Just a few days before caving into the Saudis, the UK secretary for international development, Hilary Benn promised a conference in Jordan, of countries signed on to the UN Convention Against Corruption in Jordan that:

"We will not tolerate those who extort, corrupt and deceive. Together we can make progress and by strengthening the institutions of government, promoting better transparency and accountability and giving a voice to those who are hit hardest by corruption - the world's poorest - we can make a difference."
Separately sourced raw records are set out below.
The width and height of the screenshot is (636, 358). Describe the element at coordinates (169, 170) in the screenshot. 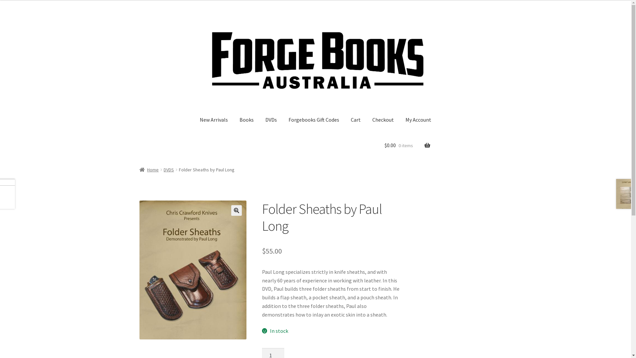

I see `DVDS` at that location. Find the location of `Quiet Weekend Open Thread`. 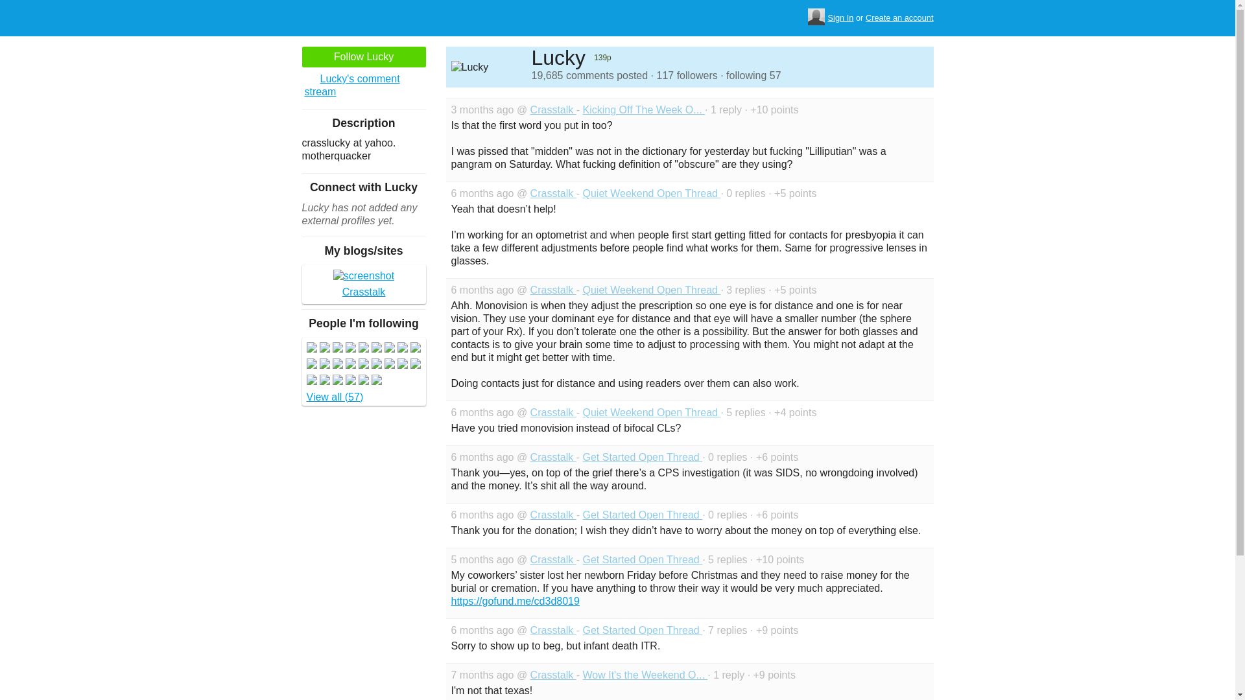

Quiet Weekend Open Thread is located at coordinates (651, 412).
If you expect Mr Benn to resign now that his overlord has exhibited such rank submission to extortion, corruption and deception, then you don't know how low the British cabinet has sunk - to the point of moral impotence, in fact.
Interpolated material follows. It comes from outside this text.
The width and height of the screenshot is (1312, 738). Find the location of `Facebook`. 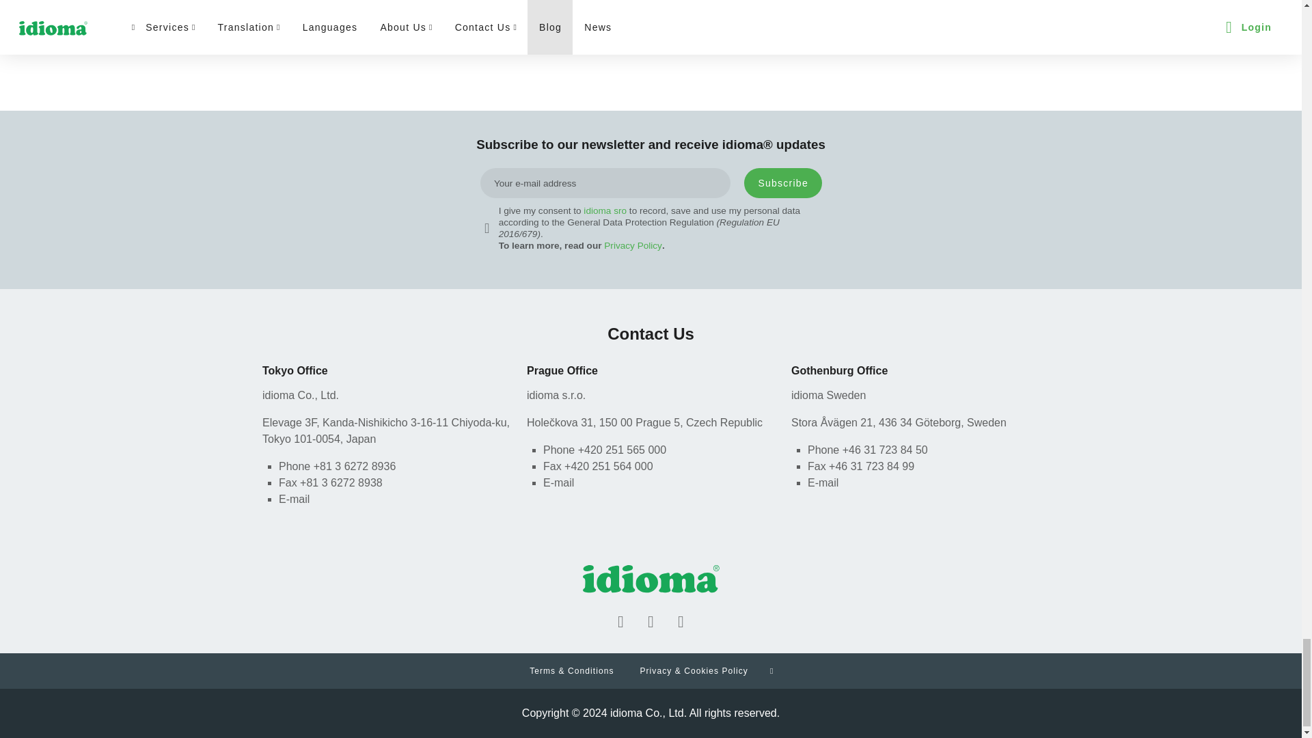

Facebook is located at coordinates (621, 622).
As Eva Jolly - special advisor to the Norwegian government on corruption and money laundering - wrote in last Wednesday's "Independent":

"This illegal decision is a betrayal of the British people and every principle that Britain is committed to uphold."

But it was perhaps the military historian, Correlli Barnett, who put his finger most firmly on the nail when, on December 17, he described Blair as "clinically deranged" and compared him with Adolf Hitler:

"What his Chief of the Army General Staff…said of Hitler would surely be true of Tony Blair today: 'He had a special picture of the world, and every fact had to be fitted into that fancied picture. As he believed, so the world must be but, in fact, it was a picture of another world'…[I]t is surely more than time that [Blair] resorted to the British constitutional equivalent of Hitler's Luger bullet in the heart - a resignation visit to Buck House."